Integrated theatre commands must become fully operational, enabling genuine joint planning and execution. Long-range precision strike capabilities—missiles, rockets, artillery, and air-launched systems—must be networked across services to hold adversary assets at risk well beyond the frontline.
In the maritime domain, the Andaman and Nicobar Islands should evolve into a forward strike-surveillance complex capable of threatening Chinese sea lines of communication without resorting to formal blockades.
Cyber and space capabilities must graduate from supporting roles to offensive operational tools, integrated directly into war planning and escalation management.
India should also sustain naval deployments across the Indo-Pacific, while preparing for emerging routes and strategic opportunities in the Arctic—particularly in coordination with Russia following the RELOS framework.
Phase III (2033–2035): Escalation control
By the early 2030s, India must prevent China from shaping escalation dynamics on its own terms.
This demands credible escalation control through advanced precision systems, hypersonic-class weapons, a mature force of nuclear-powered attack submarines, and layered missile defence protecting critical national assets. During this phase, U.S. political and military support must translate into tangible deployments and operational coordination, not merely declaratory assurances.
Logistics resilience becomes decisive. Ammunition, spares, fuel, and electronic components must be predominantly indigenous, enabling India to sustain high-intensity operations for 60–90 days without external resupply.
Phase IV (2035–2040): Strategic shaping
In the final phase, India transitions from deterrence to regional strategic shaping.

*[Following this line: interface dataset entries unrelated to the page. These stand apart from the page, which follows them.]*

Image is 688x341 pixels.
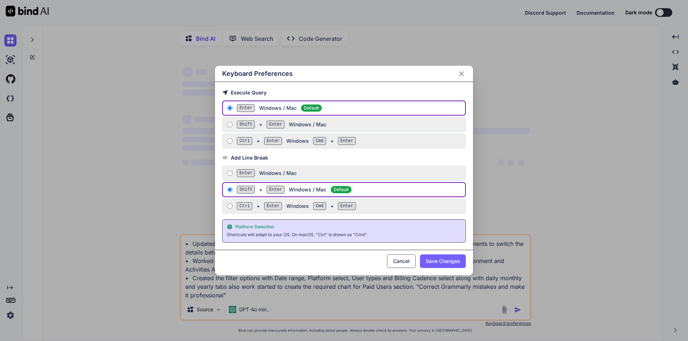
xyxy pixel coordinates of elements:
span: Enter [266,186,284,194]
span: Enter [237,169,255,177]
input: Shift+EnterWindows / MacDefault [227,187,232,193]
span: Default [301,105,322,112]
span: Enter [266,121,284,129]
span: Enter [338,137,356,145]
span: Cmd [313,202,326,210]
span: Enter [264,202,282,210]
input: EnterWindows / Mac [227,170,232,176]
span: Shift [237,121,255,129]
h3: Execute Query [222,89,466,96]
button: Save Changes [420,255,466,268]
div: + Windows / Mac [237,186,462,194]
span: Cmd [313,137,326,145]
span: Enter [237,104,255,112]
span: Ctrl [237,137,252,145]
div: Shortcuts will adapt to your OS. On macOS, "Ctrl" is shown as "Cmd". [227,231,461,239]
span: Enter [264,137,282,145]
span: Ctrl [237,202,252,210]
button: Cancel [387,255,415,268]
input: Shift+EnterWindows / Mac [227,122,232,127]
span: Default [331,186,351,193]
div: + Windows + [237,202,462,210]
span: Shift [237,186,255,194]
input: Ctrl+Enter Windows Cmd+Enter [227,138,232,144]
button: Close [457,69,466,78]
div: Windows / Mac [237,169,462,177]
h3: Add Line Break [222,154,466,162]
div: + Windows + [237,137,462,145]
div: Windows / Mac [237,104,462,112]
input: Ctrl+Enter Windows Cmd+Enter [227,203,232,209]
div: + Windows / Mac [237,121,462,129]
input: EnterWindows / Mac Default [227,105,232,111]
span: Enter [338,202,356,210]
div: Platform Detection [227,224,461,230]
h2: Keyboard Preferences [222,69,293,79]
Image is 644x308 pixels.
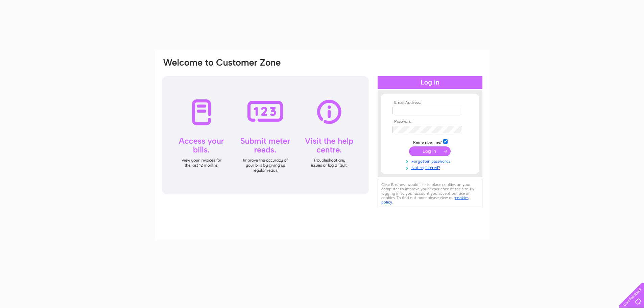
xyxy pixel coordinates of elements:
a: cookies policy [381,195,469,205]
th: Password: [391,119,469,124]
div: Clear Business would like to place cookies on your computer to improve your experience of the sit... [378,179,483,208]
a: Not registered? [392,164,469,170]
td: Remember me? [391,138,469,145]
th: Email Address: [391,100,469,105]
input: Submit [409,146,451,156]
a: Forgotten password? [392,158,469,164]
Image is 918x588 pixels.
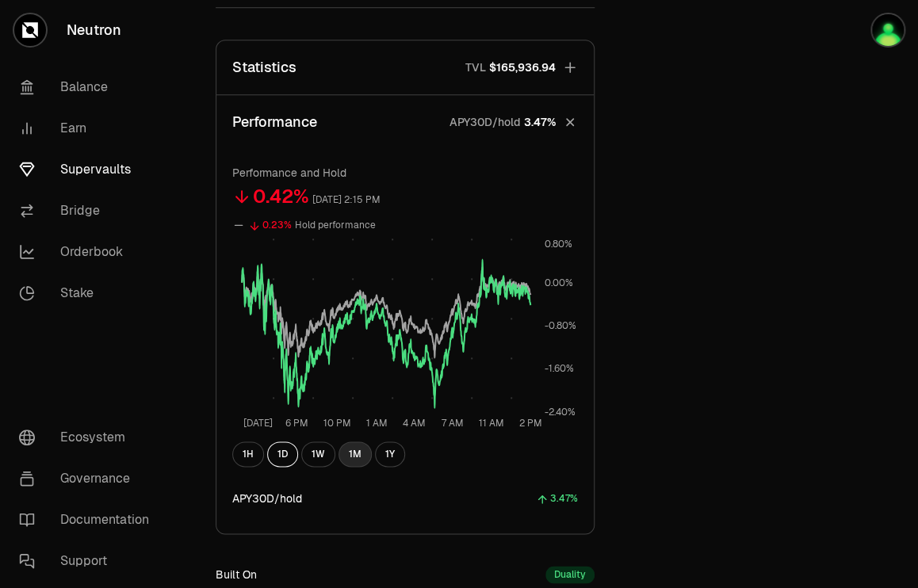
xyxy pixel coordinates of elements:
[232,111,317,134] p: Performance
[6,108,171,149] a: Earn
[545,362,574,375] tspan: -1.60%
[6,499,171,540] a: Documentation
[465,59,486,75] p: TVL
[442,417,464,430] tspan: 7 AM
[232,491,302,507] div: APY30D/hold
[216,567,257,583] div: Built On
[324,417,351,430] tspan: 10 PM
[313,191,380,209] div: [DATE] 2:15 PM
[545,238,572,251] tspan: 0.80%
[267,442,298,467] button: 1D
[294,217,376,235] div: Hold performance
[489,59,556,75] span: $165,936.94
[217,149,593,533] div: PerformanceAPY30D/hold3.47%
[338,442,372,467] button: 1M
[6,149,171,190] a: Supervaults
[232,442,264,467] button: 1H
[545,319,576,332] tspan: -0.80%
[872,15,903,46] img: Neutron-Mars-Metamask Acc1
[545,405,575,418] tspan: -2.40%
[243,417,272,430] tspan: [DATE]
[366,417,387,430] tspan: 1 AM
[232,57,296,79] p: Statistics
[6,67,171,108] a: Balance
[450,114,521,130] p: APY30D/hold
[6,540,171,582] a: Support
[545,277,573,289] tspan: 0.00%
[232,165,578,181] p: Performance and Hold
[6,273,171,314] a: Stake
[6,417,171,458] a: Ecosystem
[6,231,171,273] a: Orderbook
[402,417,426,430] tspan: 4 AM
[550,490,578,508] div: 3.47%
[479,417,504,430] tspan: 11 AM
[253,184,309,209] div: 0.42%
[217,95,593,149] button: PerformanceAPY30D/hold3.47%
[217,40,593,94] button: StatisticsTVL$165,936.94
[262,217,292,235] div: 0.23%
[301,442,336,467] button: 1W
[545,566,594,583] div: Duality
[524,114,556,130] span: 3.47%
[6,190,171,231] a: Bridge
[6,458,171,499] a: Governance
[285,417,308,430] tspan: 6 PM
[519,417,542,430] tspan: 2 PM
[375,442,405,467] button: 1Y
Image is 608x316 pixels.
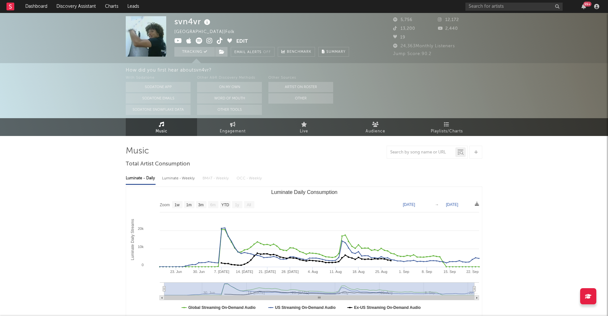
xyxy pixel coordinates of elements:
[393,52,431,56] span: Jump Score: 90.2
[330,270,342,274] text: 11. Aug
[130,219,135,260] text: Luminate Daily Streams
[469,291,477,295] text: 22.…
[352,270,364,274] text: 18. Aug
[214,270,229,274] text: 7. [DATE]
[583,2,591,6] div: 99 +
[326,50,345,54] span: Summary
[235,203,239,207] text: 1y
[282,270,299,274] text: 28. [DATE]
[188,306,256,310] text: Global Streaming On-Demand Audio
[259,270,276,274] text: 21. [DATE]
[375,270,387,274] text: 25. Aug
[126,173,156,184] div: Luminate - Daily
[197,93,262,104] button: Word Of Mouth
[247,203,251,207] text: All
[318,47,349,57] button: Summary
[411,118,482,136] a: Playlists/Charts
[126,82,191,92] button: Sodatone App
[465,3,563,11] input: Search for artists
[263,51,271,54] em: Off
[446,203,458,207] text: [DATE]
[438,18,459,22] span: 12,172
[300,128,308,135] span: Live
[268,74,333,82] div: Other Sources
[138,245,144,249] text: 10k
[142,263,144,267] text: 0
[170,270,182,274] text: 23. Jun
[444,270,456,274] text: 15. Sep
[340,118,411,136] a: Audience
[422,270,432,274] text: 8. Sep
[126,93,191,104] button: Sodatone Emails
[275,306,336,310] text: US Streaming On-Demand Audio
[393,27,415,31] span: 13,200
[175,203,180,207] text: 1w
[231,47,274,57] button: Email AlertsOff
[366,128,385,135] span: Audience
[236,270,253,274] text: 14. [DATE]
[197,74,262,82] div: Other A&R Discovery Methods
[162,173,196,184] div: Luminate - Weekly
[287,48,311,56] span: Benchmark
[387,150,455,155] input: Search by song name or URL
[354,306,421,310] text: Ex-US Streaming On-Demand Audio
[160,203,170,207] text: Zoom
[197,82,262,92] button: On My Own
[197,118,268,136] a: Engagement
[393,35,405,40] span: 19
[126,105,191,115] button: Sodatone Snowflake Data
[308,270,318,274] text: 4. Aug
[236,38,248,46] button: Edit
[198,203,204,207] text: 3m
[221,203,229,207] text: YTD
[431,128,463,135] span: Playlists/Charts
[156,128,168,135] span: Music
[174,47,215,57] button: Tracking
[466,270,479,274] text: 22. Sep
[268,82,333,92] button: Artist on Roster
[399,270,409,274] text: 1. Sep
[268,118,340,136] a: Live
[174,16,212,27] div: svn4vr
[197,105,262,115] button: Other Tools
[438,27,458,31] span: 2,440
[186,203,192,207] text: 1m
[126,160,190,168] span: Total Artist Consumption
[268,93,333,104] button: Other
[174,28,242,36] div: [GEOGRAPHIC_DATA] | Folk
[393,18,412,22] span: 5,756
[138,227,144,231] text: 20k
[193,270,205,274] text: 30. Jun
[403,203,415,207] text: [DATE]
[393,44,455,48] span: 24,363 Monthly Listeners
[210,203,216,207] text: 6m
[126,66,608,74] div: How did you first hear about svn4vr ?
[278,47,315,57] a: Benchmark
[126,118,197,136] a: Music
[220,128,246,135] span: Engagement
[435,203,439,207] text: →
[271,190,338,195] text: Luminate Daily Consumption
[126,74,191,82] div: With Sodatone
[581,4,586,9] button: 99+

A capable navy—built around carrier groups, undersea dominance, and networked maritime partnerships—must ensure Indian primacy in the Indian Ocean. Regional security arrangements should create a dense, interconnected environment that complicates Chinese power projection and raises the cost of adventurism.
Nuclear–conventional integration must remain clearly defined, preserving escalation firebreaks while guaranteeing the survivability and credibility of India’s strategic deterrent. Foreign policy must be modulated accordingly to support this posture.
Force structure and budget alignment
This roadmap is achievable within realistic fiscal limits.
India’s defence spending must rise to approximately 3% of GDP, with allocations prioritised for leverage rather than mass. Around 30% should be directed towards air, aerospace, and naval power; roughly 20% each towards land forces and cyber-logistics infrastructure. Such a distribution reflects the demands of multi-domain deterrence.
Managing external relationships
India must deepen selective cooperation with the United States while preserving robust defence ties with Russia. Preventing Russia’s exclusive dependence on China is not sentimentality—it is a strategic necessity.
Pakistan must be addressed across all three conflict levels simultaneously. Equally important is avoiding rigid alliance commitments. India’s strength lies in strategic ambiguity backed by capability, not formal blocs.
Conclusion: Denying freedom of action
US consolidation of the Western Hemisphere may embolden China—but it does not guarantee strategic immunity.
If India remains narrowly border-fixated, China gains room to manoeuvre.
If India builds theatre-wide, multi-domain deterrence, China faces unacceptable uncertainty.
In an era of hardened spheres and returning doctrines, India’s security will be ensured not by declarations alone, but by its ability to impose costs beyond the battlefield China chooses. India’s unique geography—anchored between continental threats and maritime opportunity—provides decisive geopolitical leverage. Used wisely, it can preserve India’s strategic autonomy well into the 21st century.
Disclaimer
Views expressed above are the author’s own.